Mike Papantonio: I always talk about that as you know. I talk about it at the seminars I put on. What is it you want for your legacy? I mean, you wanna be a lawyer for these freaks to where you’re saying, yeah, I really had a good day. These people can’t pay their bills now because I was able to keep their benefits down. And you go home and you have dinner with your family and, or the lawyer who prevents when a pharmaceutical kills 10,000 people, who goes home and says, you know, I really had a good day. I won a motion in court to where these people may not be able to recover now. And that’s a big victory for me. Who in the hell thinks like that? But there are tens and tens of thousands of them working for these big silk stocking law firms. It’s disgusting to me.

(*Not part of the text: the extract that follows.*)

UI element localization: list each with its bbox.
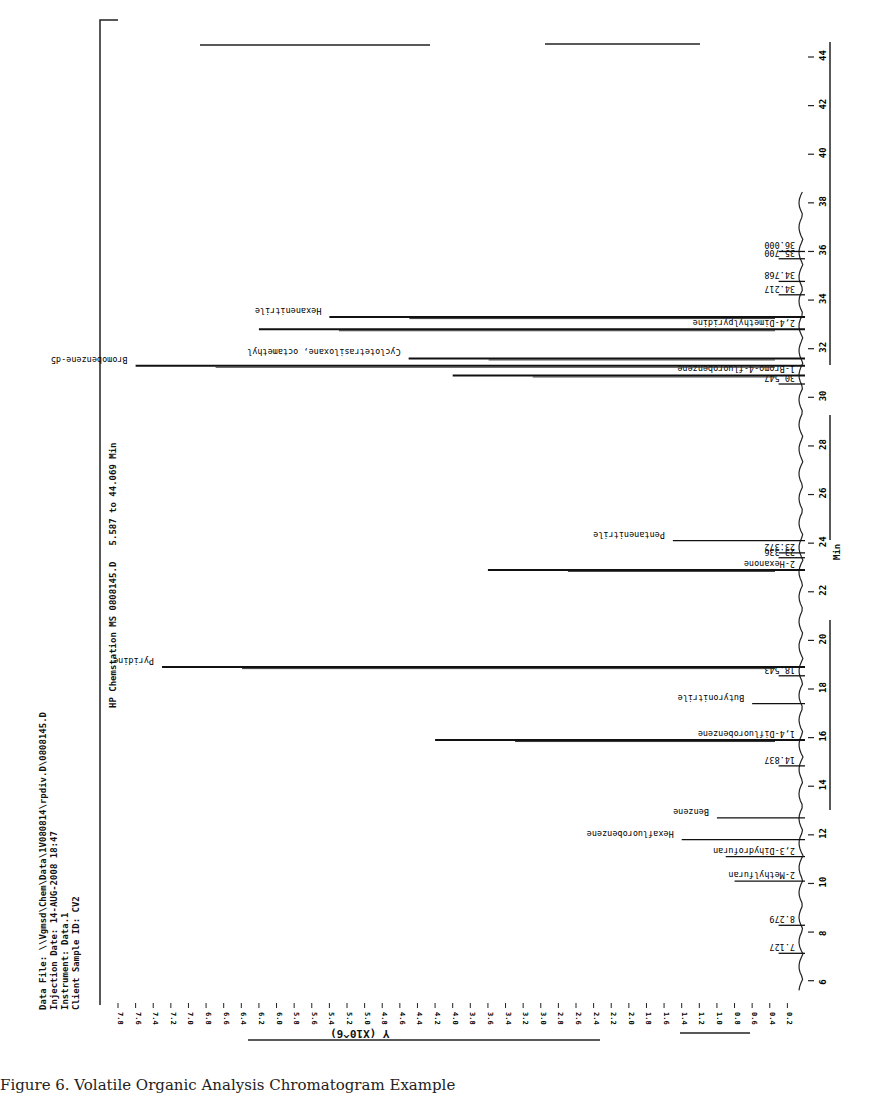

Farron Cousins: Because they’re pulling in the millions, you know, they’re weeping into their, you know, $5,000 pillows every night and they’re, and they’re sick. These people are so gross.

Mike Papantonio: They have a license to do good. You know, they have a license to clean up the environment, to get bad products off the market, to make Wall Street do what Wall Street’s supposed to do. They have a license to help people, and they choose to take that license and say, I’m gonna work for some corporation that does the horrible things that Amazon does to their workers. And I’m gonna declare victory when I succeed.

Mike Papantonio is an American attorney and television and radio talk show host. He is past president of The National Trial Lawyers, the most prestigious trial lawyer association in America; and is one of the few living attorneys inducted into the Trial Lawyer Hall of Fame. He hosts the international television show "America's Lawyer"; and co-hosts Ring of Fire Radio, a nationally syndicated weekly radio program, with Robert F. Kennedy, Jr. and Sam Seder.